Patience: Season 1

Cast: Ella Maisy Purvis as patience, Laura Fraser as Bea, Mark Benton as Calvin, Ali Ariaie as Will, Nathan Welsh as Jake

Network: PBS

Length: 6 episodes

Audio Description Provided By:

Written by:

Narrated By:

What Is it?: Patience is a young British woman pulled in to help the detectives after they begin to notice she has a strong attention to detail. This is due to Patience being neurodivergent, and she is being looked after and supported by many in her life, including a group for individuals like her. A detective decides to take a swing at using Patience as a civilian consultant, and works various cases with her as the series progresses.

What Works: Patience is charming, not just the character, but the show. The character is brought to life by Ella Maisy Purvis, a rising neurodivergent talent herself, who provides authenticity to her character, not to mention a warmth and intelligence to sustain being the lead of a show. She certainly has her moments where the world becomes too much for her, and she has to stop when overwhelmed, but the show largely doesn’t lean on whaat Patience can’t do, or suggest something is wrong with her, and instead supports the idea that she has far more to contribute because she is able to put puzzles together no one else seems able to follow. the show follows a trend of procedurals we’ve been doing for quite some time, with quirky characters involved in investigations that perhaps wouldn’t normally be. Stateside, this niche thrives with shows like Elzabeth, High Potential, and poker Face as standouts, but it has been going on for a long time. This isn’t even the first time an autistic character has been roped in, but it might be the one with the most thoughtful representation.

British shows don’t run enough episodes to really get a show going, or to build up the ensemble, so most of this cast could disappear between season 1 and 2, and i wouldn’t notice. I would miss Bea (Laura Fraser), who is the de facto partner to patience. She’s funny and warm, and suggest almost a maternal energy the show insists Patience missed in her growing up.

the cases were each varying levels of interesting, though none were boring. The season finale was a little more tense, since more is at stake,but I can really only be just so attached to characters I’ve spent only six episodes with. I know for the Brits, this is business as usual, but here, we got used to 22 episode seasons. Even streaming originals usually have 8 or 10 episode seasons.

With all of that, it is a credit to the writers and the actors for pulling me in, because I haven’t completed a season of a PBS drama in a while.

what Doesn’t Work: Again, the length, and the attempted breadth of the ensemble work against it. I didn’t feel like I knew everyone. Bea isn’t the only detective, and we have Patience’s support group, and her guardian as side characters needing development. Guardian is a strong word, I just can’t remember how he knows Patience, but he’s not her father. It’s things like that we could explore with even a standard streaming season of 8-10 episodes. I think the streamers found the sweet spot, and we’re seeing a lot more shows comfortable with shorter runs as a result. but this does still feel too short.

The Audio Description: Support your local PBS station because they create content with audio description. oh, you think I just HAPPENED to review a PBS show? out of nowhere? that’s cute. No, Patience is just a vessel by which to remind people that the content on these services is pretty widely accessible. there’s nothing divisive about this, it takes no political stance, and it provides fairly safe and interesting content to viewers, even blind ones, for no cost to us. the idea that there’s no value in PBS, or that it is some left leaning propaganda machine is silly. this is a crime procedural, the same shit they’ve been doing since Columbo. Hell, there were radio plays like this before TV was even a thing. People have been consuming these detective stories before there ever was a MAGA, or Trump, and PBS has quite a few shows like this. Support PBS. There was one time in the audio description in episode six where it felt totally Ok saying a boy had a reptile on his shoulder. Like, were you really unsure? Would you have allowed a scene to describe “a boy and his mammal?” I can understand maybe with birds or fish, but with reptiles… you should be able to distinguish if it’s at least some kind of lizard or snake. they look very different.

Why You might Like It: You like crime procedurals. You also are an Anglophile.

Why You Might Not Like It: the serious answer would be because six episodes is too short, but honestly, most people probably tuned out because of a preconceived notion about what kinds of shows are on PBS. either stuffy British period dramas, or woke nonsense. This is neither of those.

Final Thoughts: While Patience isn’t much different from a dozen shows on air now, like those shows it is driven by a charming lead performance by Ella Maisy Purvis, and a desire to support PBS.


Your instructions: Show the lines below where "bottom" occurs.

Available data:
────────────────
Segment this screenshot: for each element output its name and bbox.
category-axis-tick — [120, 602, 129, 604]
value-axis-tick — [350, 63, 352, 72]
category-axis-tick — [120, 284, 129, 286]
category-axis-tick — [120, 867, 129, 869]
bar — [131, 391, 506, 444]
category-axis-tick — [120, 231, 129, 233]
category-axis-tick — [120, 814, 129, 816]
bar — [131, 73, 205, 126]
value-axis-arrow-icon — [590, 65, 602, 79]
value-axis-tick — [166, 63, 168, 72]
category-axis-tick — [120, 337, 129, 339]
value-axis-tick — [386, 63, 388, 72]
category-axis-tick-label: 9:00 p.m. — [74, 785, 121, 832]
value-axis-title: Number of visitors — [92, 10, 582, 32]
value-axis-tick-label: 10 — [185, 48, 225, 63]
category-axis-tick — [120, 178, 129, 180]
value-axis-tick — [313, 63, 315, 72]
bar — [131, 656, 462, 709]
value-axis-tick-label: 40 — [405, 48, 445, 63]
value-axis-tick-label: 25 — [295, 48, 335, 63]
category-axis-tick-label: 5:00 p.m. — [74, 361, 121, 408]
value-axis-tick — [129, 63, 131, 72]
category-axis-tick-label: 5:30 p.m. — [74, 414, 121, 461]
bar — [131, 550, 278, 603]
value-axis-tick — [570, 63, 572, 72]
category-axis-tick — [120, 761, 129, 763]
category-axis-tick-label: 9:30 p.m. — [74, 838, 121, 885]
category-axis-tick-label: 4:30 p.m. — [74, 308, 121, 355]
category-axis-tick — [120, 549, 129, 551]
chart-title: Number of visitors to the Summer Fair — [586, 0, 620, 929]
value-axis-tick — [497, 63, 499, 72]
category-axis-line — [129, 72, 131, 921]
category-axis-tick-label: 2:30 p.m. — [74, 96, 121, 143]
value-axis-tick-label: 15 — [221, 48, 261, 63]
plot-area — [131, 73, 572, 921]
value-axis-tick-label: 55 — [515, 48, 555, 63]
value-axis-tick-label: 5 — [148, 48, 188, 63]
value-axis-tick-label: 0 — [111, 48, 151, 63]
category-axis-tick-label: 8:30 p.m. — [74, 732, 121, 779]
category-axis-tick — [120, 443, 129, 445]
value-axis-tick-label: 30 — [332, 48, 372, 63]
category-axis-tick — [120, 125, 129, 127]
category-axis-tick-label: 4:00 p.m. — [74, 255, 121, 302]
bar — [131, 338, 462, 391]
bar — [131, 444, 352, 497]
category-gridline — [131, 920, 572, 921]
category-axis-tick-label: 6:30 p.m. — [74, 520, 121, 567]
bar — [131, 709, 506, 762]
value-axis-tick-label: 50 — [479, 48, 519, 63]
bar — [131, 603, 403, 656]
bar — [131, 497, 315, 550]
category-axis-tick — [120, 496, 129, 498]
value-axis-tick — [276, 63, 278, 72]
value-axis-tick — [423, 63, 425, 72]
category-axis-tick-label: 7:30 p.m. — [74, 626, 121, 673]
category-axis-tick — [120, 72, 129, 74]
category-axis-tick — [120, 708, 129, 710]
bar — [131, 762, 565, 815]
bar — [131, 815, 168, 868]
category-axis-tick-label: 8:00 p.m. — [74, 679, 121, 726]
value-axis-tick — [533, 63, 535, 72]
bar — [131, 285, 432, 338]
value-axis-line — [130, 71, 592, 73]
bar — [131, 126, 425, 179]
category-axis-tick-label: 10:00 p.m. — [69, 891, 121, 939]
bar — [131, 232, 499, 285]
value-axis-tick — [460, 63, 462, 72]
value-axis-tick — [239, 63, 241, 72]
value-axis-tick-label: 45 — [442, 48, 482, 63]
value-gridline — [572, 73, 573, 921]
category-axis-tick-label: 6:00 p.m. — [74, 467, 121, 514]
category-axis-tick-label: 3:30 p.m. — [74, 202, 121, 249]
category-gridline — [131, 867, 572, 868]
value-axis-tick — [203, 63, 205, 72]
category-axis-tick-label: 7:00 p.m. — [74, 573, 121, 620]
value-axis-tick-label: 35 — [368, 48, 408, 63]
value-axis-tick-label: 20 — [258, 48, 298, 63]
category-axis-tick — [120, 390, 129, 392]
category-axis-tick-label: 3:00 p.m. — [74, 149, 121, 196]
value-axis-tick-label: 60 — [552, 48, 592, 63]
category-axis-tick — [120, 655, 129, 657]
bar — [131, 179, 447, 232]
────────────────
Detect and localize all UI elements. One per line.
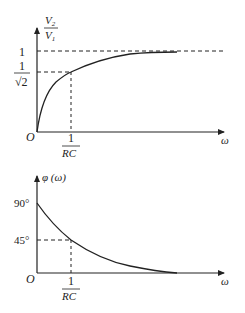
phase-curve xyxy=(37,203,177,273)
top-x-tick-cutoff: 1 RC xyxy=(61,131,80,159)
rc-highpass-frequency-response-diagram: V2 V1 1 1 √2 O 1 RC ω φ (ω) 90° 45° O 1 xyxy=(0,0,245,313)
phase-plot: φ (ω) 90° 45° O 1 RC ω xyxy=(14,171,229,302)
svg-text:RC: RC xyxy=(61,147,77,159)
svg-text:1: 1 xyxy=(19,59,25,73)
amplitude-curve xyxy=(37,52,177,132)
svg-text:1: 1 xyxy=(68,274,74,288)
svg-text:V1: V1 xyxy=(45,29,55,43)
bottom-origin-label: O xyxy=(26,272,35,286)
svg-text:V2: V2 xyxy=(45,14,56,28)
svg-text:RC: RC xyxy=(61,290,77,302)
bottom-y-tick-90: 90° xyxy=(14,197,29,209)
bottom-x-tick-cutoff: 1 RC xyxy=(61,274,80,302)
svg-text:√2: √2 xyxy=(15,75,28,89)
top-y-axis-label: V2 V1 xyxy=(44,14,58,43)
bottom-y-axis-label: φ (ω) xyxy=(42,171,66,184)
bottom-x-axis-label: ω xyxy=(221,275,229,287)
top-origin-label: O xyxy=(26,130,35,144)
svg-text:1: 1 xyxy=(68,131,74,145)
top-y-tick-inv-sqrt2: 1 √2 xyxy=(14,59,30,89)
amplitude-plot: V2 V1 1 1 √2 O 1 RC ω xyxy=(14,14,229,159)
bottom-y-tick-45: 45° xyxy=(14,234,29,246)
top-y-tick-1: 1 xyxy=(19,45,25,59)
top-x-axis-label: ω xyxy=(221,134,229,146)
────────────────
Exercise result:
bottom-origin-label: O xyxy=(26,272,35,286)
bottom-y-tick-90: 90° xyxy=(14,197,29,209)
bottom-x-tick-cutoff: 1 RC xyxy=(61,274,80,302)
bottom-y-axis-label: φ (ω) xyxy=(42,171,66,184)
bottom-x-axis-label: ω xyxy=(221,275,229,287)
bottom-y-tick-45: 45° xyxy=(14,234,29,246)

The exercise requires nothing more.